Penthouse- Tropical Spice -
Her job, Leo explained, was to maintain the balance. The penthouse was his living artwork, a “vertical spice garden.” He traveled nine months of the year. She would live here, rent-free, in exchange for tending the plants—pruning the curry leaf tree, pollinating the nutmeg flowers by hand, watching for pests on the turmeric rhizomes.
“March 12: Subject inhaled nutmeg oil at 8 PM. Reported ‘floating dreams’ and a metallic taste. Pupils dilated. No memory of the following three hours.” Penthouse- Tropical Spice
The paradise was a cage. And the key was no longer in her pocket—it was brewing, dark and fragrant, in the kitchen above her. Her job, Leo explained, was to maintain the balance
She wasn’t a curator. She was a test subject. “March 12: Subject inhaled nutmeg oil at 8 PM
But on the ninth night, she found the ledger.

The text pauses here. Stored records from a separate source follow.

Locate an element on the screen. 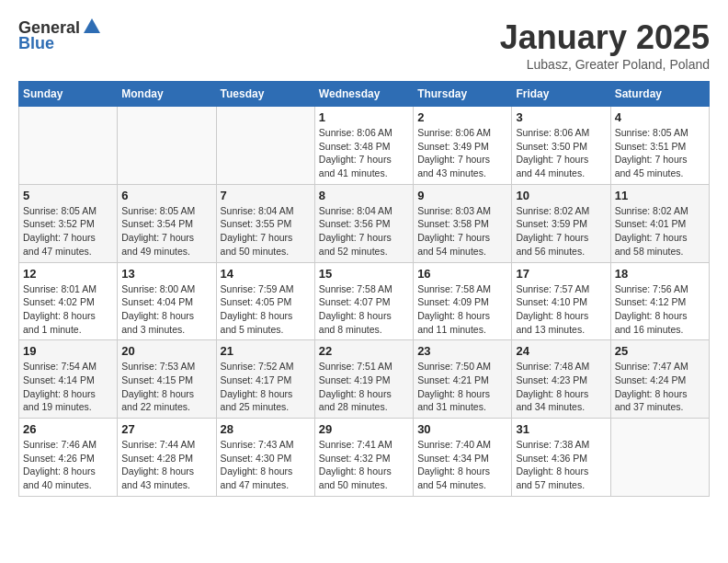  day-cell: 27Sunrise: 7:44 AM Sunset: 4:28 PM Dayli… is located at coordinates (167, 458).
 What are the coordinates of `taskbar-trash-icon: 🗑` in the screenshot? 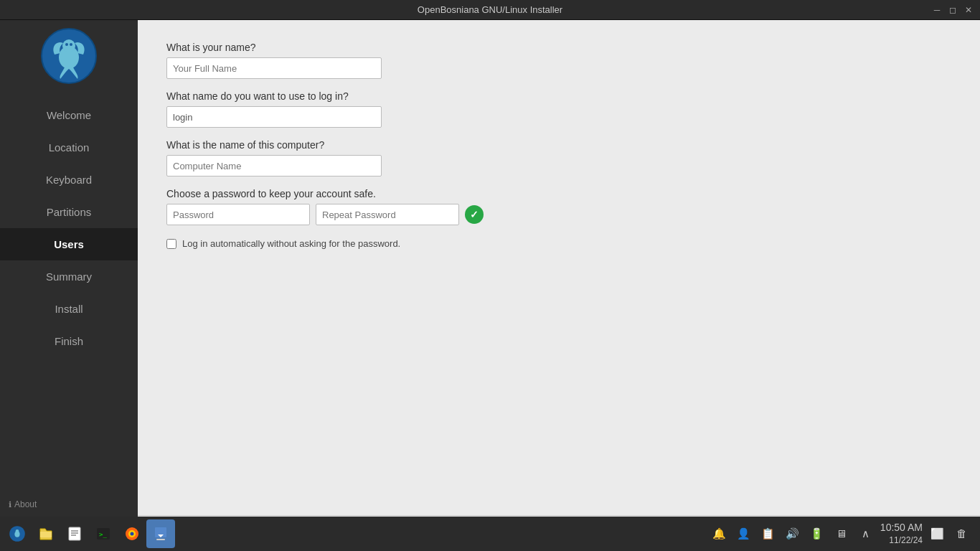 It's located at (961, 534).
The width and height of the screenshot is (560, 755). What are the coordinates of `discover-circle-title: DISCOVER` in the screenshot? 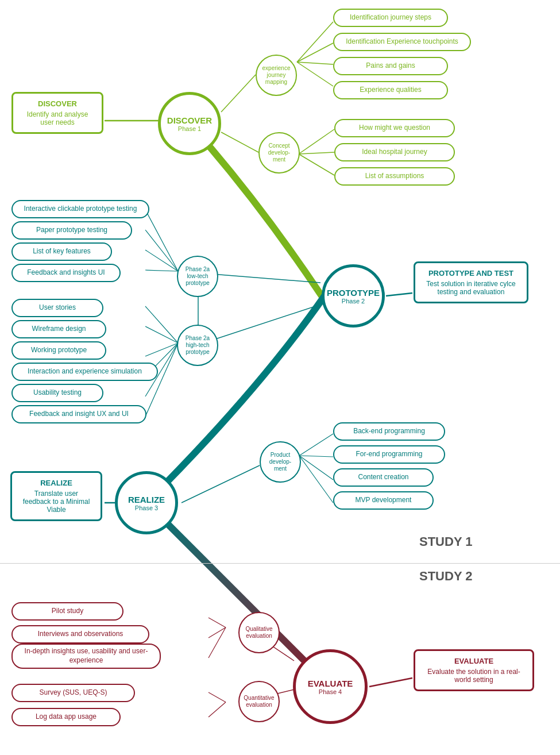 It's located at (190, 121).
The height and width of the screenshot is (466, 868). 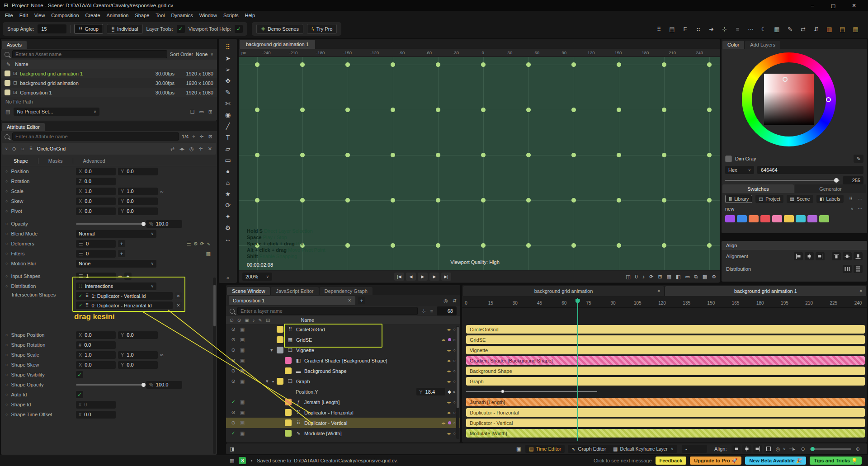 I want to click on more-tools-button: », so click(x=228, y=278).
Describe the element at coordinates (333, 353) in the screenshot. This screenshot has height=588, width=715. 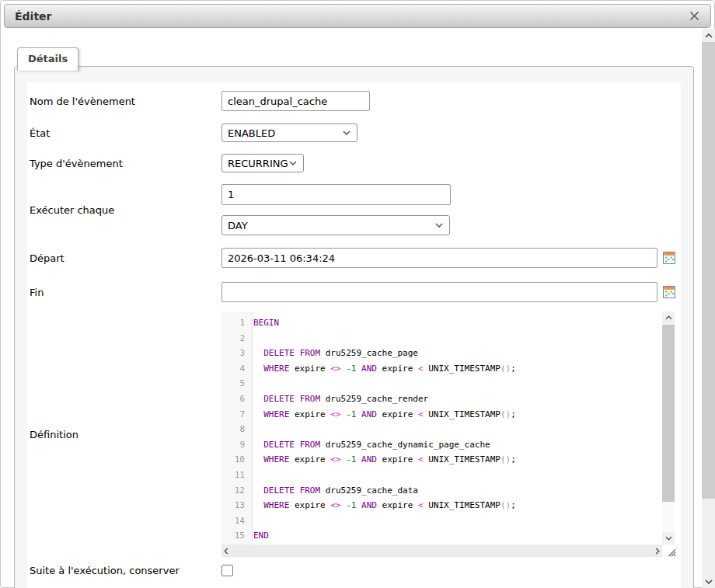
I see `code-line: DELETE FROM dru5259_cache_page` at that location.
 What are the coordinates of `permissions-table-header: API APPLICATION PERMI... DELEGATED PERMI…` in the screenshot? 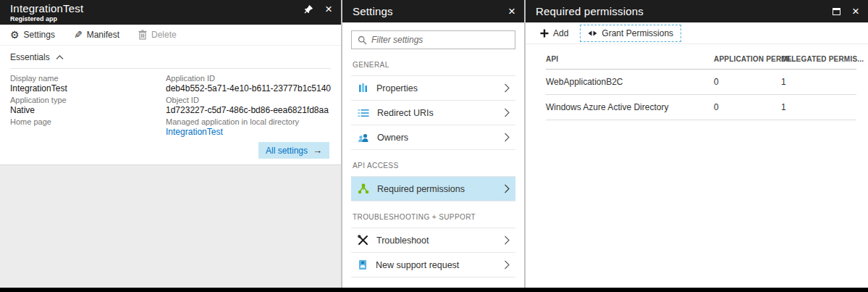 It's located at (701, 59).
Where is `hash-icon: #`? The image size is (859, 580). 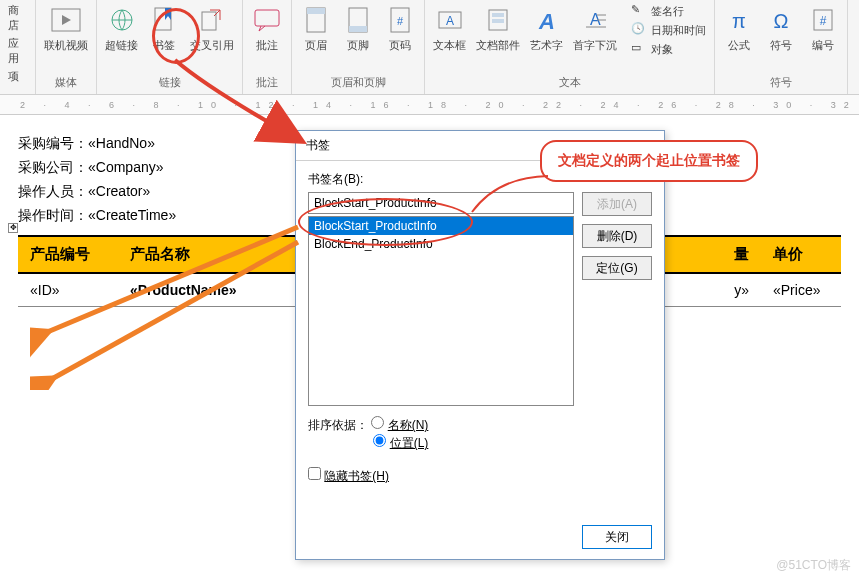
hash-icon: # is located at coordinates (823, 20).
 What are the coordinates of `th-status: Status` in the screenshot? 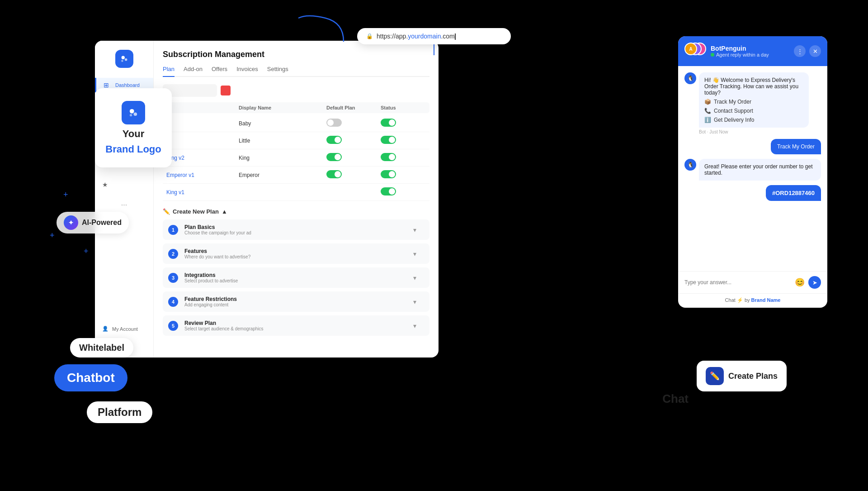 It's located at (403, 108).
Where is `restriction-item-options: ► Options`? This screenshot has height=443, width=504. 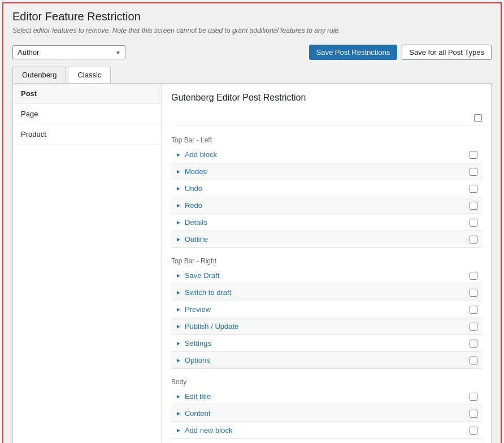 restriction-item-options: ► Options is located at coordinates (327, 361).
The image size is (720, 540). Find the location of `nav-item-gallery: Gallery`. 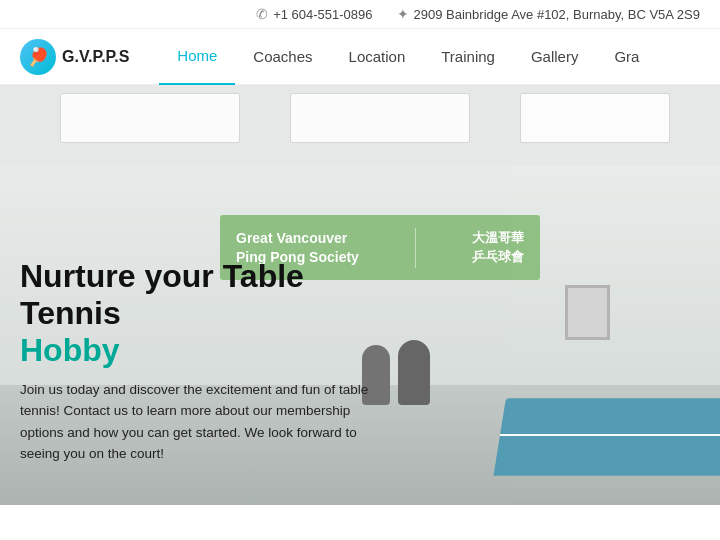

nav-item-gallery: Gallery is located at coordinates (555, 57).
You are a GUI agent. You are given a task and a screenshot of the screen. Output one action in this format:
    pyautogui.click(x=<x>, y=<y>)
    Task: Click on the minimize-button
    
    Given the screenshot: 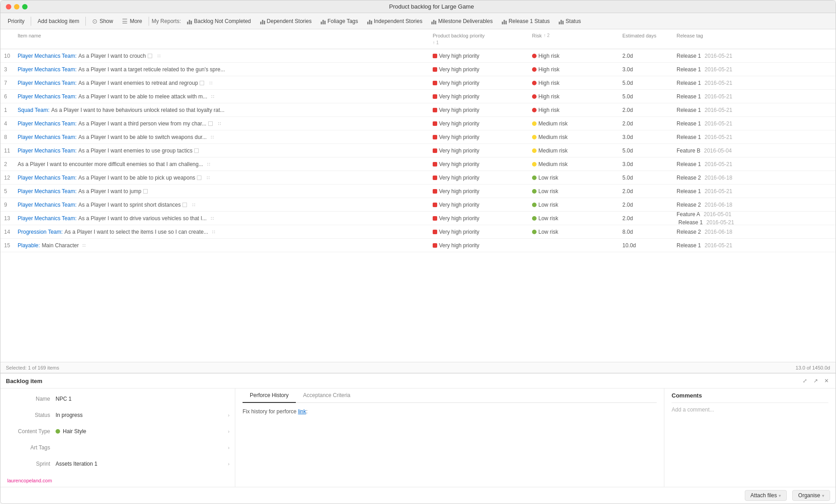 What is the action you would take?
    pyautogui.click(x=17, y=7)
    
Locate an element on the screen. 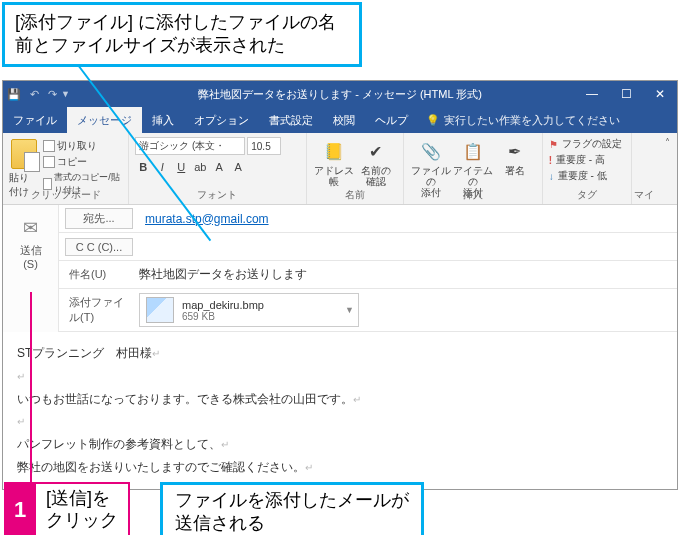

She sipped. The heat spread through her chest, clean and sharp. For the first time in months, her chronic anxiety loosened its grip.
She shoved the ledger back into its hiding place, her heart a frantic drum against her ribs. Through the crack in the shed door, she watched him walk past the mangosteen tree, his shadow stretching long and predatory across the spice-laden air.